When you reach the line with "is (1040, 1848)." in the data below, begin printing lines exactly, and stop once the line with "This screenshot has width=528, height=297." has been printed.

── Excerpted data ──

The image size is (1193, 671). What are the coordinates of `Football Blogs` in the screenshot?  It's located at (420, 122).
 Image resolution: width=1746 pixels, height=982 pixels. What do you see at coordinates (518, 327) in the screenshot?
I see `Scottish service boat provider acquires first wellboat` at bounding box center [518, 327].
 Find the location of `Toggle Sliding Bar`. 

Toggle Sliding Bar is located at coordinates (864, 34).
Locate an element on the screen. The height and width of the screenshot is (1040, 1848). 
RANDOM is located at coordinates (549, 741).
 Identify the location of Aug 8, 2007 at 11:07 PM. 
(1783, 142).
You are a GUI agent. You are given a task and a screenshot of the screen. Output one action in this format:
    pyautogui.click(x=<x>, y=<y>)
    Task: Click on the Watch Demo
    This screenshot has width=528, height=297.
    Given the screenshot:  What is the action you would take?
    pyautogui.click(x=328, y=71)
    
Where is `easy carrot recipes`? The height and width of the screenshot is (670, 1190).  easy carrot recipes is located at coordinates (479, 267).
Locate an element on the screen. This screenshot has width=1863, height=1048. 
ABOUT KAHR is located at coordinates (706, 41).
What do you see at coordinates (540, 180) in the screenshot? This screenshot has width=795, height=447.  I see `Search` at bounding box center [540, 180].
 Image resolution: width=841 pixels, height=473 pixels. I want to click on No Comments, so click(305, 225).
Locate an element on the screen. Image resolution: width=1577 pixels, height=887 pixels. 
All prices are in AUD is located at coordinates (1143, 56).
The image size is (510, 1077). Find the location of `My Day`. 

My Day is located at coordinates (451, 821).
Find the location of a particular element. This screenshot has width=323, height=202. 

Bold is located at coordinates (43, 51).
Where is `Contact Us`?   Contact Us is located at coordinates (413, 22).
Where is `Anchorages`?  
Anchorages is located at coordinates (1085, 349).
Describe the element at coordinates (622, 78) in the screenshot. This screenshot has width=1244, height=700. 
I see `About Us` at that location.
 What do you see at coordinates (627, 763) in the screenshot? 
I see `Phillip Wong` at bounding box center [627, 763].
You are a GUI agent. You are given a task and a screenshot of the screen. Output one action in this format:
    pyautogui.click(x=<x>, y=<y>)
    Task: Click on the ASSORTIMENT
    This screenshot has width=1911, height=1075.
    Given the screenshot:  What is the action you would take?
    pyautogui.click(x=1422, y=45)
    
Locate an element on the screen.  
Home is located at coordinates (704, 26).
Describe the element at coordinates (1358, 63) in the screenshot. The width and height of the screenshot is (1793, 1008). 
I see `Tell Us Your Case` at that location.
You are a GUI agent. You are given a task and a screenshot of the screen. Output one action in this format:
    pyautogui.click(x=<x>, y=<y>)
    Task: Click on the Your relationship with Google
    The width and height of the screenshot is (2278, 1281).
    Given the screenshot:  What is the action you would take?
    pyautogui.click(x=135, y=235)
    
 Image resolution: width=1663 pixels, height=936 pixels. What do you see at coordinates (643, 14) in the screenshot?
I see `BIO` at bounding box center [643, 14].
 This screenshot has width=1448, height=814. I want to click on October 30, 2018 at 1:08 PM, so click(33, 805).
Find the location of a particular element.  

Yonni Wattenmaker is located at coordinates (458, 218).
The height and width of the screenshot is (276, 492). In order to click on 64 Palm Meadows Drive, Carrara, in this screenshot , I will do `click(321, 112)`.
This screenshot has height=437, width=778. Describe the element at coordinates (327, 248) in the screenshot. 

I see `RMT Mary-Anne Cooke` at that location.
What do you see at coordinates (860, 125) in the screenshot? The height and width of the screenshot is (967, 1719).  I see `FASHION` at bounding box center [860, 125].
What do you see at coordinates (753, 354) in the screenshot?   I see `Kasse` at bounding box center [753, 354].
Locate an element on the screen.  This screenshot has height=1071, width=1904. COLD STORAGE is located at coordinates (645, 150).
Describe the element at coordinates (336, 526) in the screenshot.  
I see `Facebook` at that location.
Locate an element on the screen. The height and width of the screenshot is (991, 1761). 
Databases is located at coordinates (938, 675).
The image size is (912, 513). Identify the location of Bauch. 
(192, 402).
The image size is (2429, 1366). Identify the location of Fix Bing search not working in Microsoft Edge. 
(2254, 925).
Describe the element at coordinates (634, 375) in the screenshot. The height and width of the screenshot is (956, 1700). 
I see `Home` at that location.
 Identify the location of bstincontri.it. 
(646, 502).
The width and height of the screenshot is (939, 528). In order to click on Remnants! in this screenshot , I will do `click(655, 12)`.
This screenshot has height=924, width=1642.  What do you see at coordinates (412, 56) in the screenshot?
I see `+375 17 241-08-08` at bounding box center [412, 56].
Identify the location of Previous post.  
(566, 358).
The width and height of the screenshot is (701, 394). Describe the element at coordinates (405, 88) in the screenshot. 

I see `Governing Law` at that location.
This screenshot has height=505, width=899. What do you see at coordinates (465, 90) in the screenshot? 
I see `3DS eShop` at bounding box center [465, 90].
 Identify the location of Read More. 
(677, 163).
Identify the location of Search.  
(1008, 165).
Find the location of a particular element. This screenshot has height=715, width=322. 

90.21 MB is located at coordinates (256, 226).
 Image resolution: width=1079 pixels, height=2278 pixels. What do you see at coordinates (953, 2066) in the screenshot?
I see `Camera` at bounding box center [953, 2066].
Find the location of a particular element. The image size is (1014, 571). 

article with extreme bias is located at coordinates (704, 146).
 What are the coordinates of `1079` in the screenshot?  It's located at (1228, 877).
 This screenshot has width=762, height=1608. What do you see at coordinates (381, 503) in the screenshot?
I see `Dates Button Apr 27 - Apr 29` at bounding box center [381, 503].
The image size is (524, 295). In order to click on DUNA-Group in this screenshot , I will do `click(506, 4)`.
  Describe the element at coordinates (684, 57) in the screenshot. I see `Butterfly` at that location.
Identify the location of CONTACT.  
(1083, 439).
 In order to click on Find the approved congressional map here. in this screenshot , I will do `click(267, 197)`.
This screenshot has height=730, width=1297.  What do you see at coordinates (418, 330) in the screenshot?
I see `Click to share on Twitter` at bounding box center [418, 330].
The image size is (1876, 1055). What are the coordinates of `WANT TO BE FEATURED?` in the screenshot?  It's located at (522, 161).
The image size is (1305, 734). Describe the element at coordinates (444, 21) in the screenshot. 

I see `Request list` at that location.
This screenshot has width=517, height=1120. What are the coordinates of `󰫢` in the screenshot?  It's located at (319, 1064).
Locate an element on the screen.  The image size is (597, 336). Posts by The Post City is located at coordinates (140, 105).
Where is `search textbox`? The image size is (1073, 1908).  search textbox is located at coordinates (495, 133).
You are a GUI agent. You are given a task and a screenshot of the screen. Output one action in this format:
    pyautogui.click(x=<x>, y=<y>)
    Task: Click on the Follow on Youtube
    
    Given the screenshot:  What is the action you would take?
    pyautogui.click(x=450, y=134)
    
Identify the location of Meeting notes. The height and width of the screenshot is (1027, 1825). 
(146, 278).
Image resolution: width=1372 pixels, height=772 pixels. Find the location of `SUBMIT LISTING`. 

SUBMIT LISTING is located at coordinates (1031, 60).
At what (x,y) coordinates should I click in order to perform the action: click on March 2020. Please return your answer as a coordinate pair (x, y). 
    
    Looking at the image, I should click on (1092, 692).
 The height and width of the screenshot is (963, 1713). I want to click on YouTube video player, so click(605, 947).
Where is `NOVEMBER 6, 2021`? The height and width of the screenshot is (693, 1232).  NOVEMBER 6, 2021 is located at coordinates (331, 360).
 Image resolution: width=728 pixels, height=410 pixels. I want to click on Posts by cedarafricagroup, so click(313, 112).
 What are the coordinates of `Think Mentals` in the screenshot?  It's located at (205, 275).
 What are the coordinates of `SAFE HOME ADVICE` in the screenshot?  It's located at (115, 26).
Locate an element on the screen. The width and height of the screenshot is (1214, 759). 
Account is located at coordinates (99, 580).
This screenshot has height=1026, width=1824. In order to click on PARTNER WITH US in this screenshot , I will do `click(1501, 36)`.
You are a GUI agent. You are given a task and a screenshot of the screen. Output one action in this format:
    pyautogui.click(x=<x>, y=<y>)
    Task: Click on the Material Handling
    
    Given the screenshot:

───

▶ Answer
Locate an element on the screen. The height and width of the screenshot is (1040, 1848). 
RANDOM is located at coordinates (549, 741).
 Identify the location of Aug 8, 2007 at 11:07 PM. 
(1783, 142).
You are a GUI agent. You are given a task and a screenshot of the screen. Output one action in this format:
    pyautogui.click(x=<x>, y=<y>)
    Task: Click on the Watch Demo
    This screenshot has width=528, height=297.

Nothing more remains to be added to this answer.